The evidence that the beliefs of the church precede Biblical authorization is clear in the history of the United Methodist Church, and indeed most Protestant churches. This year we celebrate the 60th year of the ordination of women in the UMC. Which reminds us that until 60 years ago Methodists did not ordain women, despite the fact that those Methodists (many of whom are still alive) had access to the same Bible as any modern interpreter. Because we didn’t believe in ordaining women we found no Biblical authorization for ordaining women. We weren’t even looking for it and frankly a 19th century Methodist could read Paul’s letters and study them in depth a thousand times and never learn from them that women should be ordained. But by the middle of the 20th century, when we had come to different beliefs about women and their capacities, and thus decided that they could be ordained, we were able to read in Paul’s letters a justification for overthrowing our previous doctrine.

The same thing was true of allowing remarriage after divorce, which would have been unheard of the 19th century but which by the mid 20th century was allowed through a carefully constructed theological rationalization in the Social Principles Creed. And of course the same thing was true of slavery a century earlier – although it took Methodists in the US much longer than it took their founder John Wesley to get on board and find the Biblical justification for opposing slavery. In each case it wasn’t scripture that changed, must less reason or tradition. It appears that beliefs changed out of an emerging experience of faith in Christ within a society and church.

Now this leads us to a deep problem. If our minds were created by God to know not only that God exists, but the doctrines of the church, how is it that we can know things now that Christians didn’t know in the past? There are it seems, three possibilities. The first is that in the matters mentioned above (LGBTQ marriage, ordination of women, slavery) our minds were not created to immediately grasp the truth, but were created to rationally seek the truth that they may finally find it. In other words knowledge about these things is not properly basic to Christian belief. The second is that God in God’s good time and purpose actually changes minds so that they can immediately grasp what was previously obscure. Our minds really are being transformed and renewed over time by our dwelling as a church in Christ. The third possibility is to assert that those who disagree with us, both past and present, had minds distorted by sin in ways that ours are not.

I would suggest that arguing the third of these points is futile, since either side can made the argument and there is no available court of appeal for the dead. Similarly even if both sides accepted that over time God changes the structure of the human mind so as to become more cognizant of God’s will it is impossible for either side to prove itself favored by God in this regard.

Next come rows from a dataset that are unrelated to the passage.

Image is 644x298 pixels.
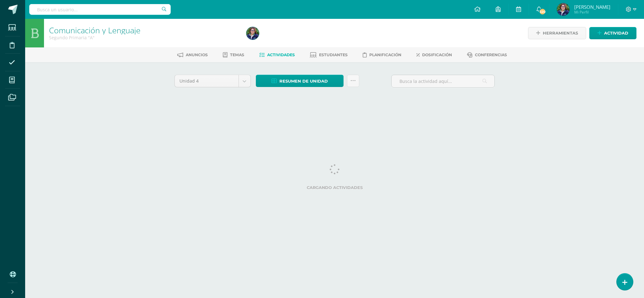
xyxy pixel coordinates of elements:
[279,75,328,87] span: Resumen de unidad
[416,50,452,60] a: Dosificación
[179,75,234,87] span: Unidad 4
[543,27,578,39] span: Herramientas
[574,9,610,15] span: Mi Perfil
[369,53,401,57] span: Planificación
[177,50,208,60] a: Anuncios
[175,185,495,190] label: Cargando actividades
[475,53,507,57] span: Conferencias
[310,50,347,60] a: Estudiantes
[256,74,343,87] a: Resumen de unidad
[230,53,244,57] span: Temas
[175,75,250,87] a: Unidad 4
[574,4,610,10] span: [PERSON_NAME]
[539,8,546,15] span: 320
[267,53,295,57] span: Actividades
[589,27,637,39] a: Actividad
[49,25,140,35] a: Comunicación y Lenguaje
[49,35,239,40] div: Segundo Primaria 'A'
[49,26,239,35] h1: Comunicación y Lenguaje
[467,50,507,60] a: Conferencias
[392,75,494,87] input: Busca la actividad aquí...
[557,3,569,16] img: cd816e1d9b99ce6ebfda1176cabbab92.png
[363,50,401,60] a: Planificación
[223,50,244,60] a: Temas
[186,53,208,57] span: Anuncios
[259,50,295,60] a: Actividades
[604,27,628,39] span: Actividad
[528,27,586,39] a: Herramientas
[29,4,171,15] input: Busca un usuario...
[247,27,259,39] img: cd816e1d9b99ce6ebfda1176cabbab92.png
[319,53,347,57] span: Estudiantes
[422,53,452,57] span: Dosificación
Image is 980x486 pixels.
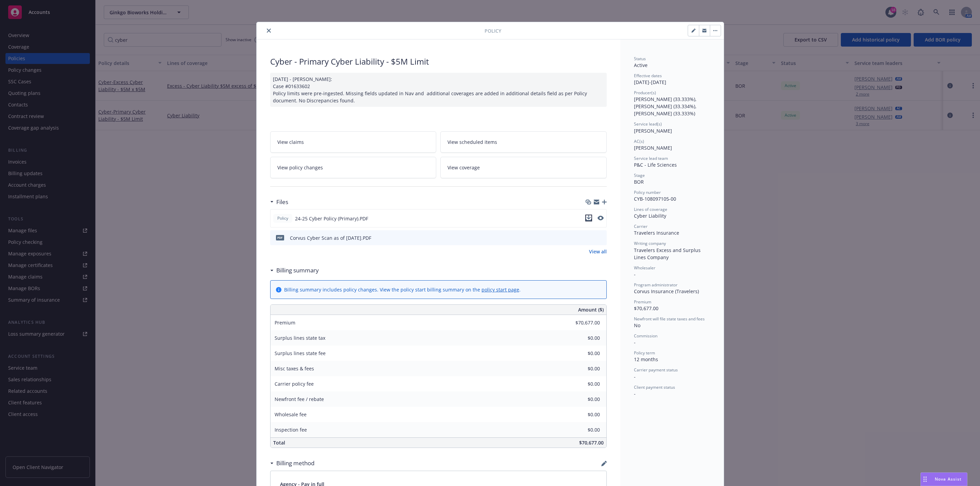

The first option simply throws us back to the seemingly endless inconclusive arguments over Biblical hermeneutics.

So we are back to the precedence of belief before scriptural authorization that makes the dispute over LGBTQ marriage so intractable. Neither group is going to accept that either its primal experience of being human, or its experience of Christ in the community of faith, or its fidelity to God’s Word is somehow defective, no matter what Biblical arguments are brought forward. Neither side is going to accept that its understanding is the result of sin while the other side is moved by the Holy Spirit.

Does this make the unity of the church impossible? Not entirely, although a history of divisions and divisiveness suggests that unity is at least very difficult. It does require that both sides give up the idea that their beliefs somehow arise out the reading of scripture under the proper influence of reason, tradition, and experience while the beliefs of the other are based on some obviously malformed but correctable reading. We must face that fact that in a basic way (using Plantinga’s meaning for “basic”) we have different minds, and that this difference is somehow part of God’s plan for the outworking on earth of God’s mission.

And this, to close but not conclude, is why I offer these reflections in a blog about inter-religious relations. Because it appears that this is the realm in which we find ourselves today.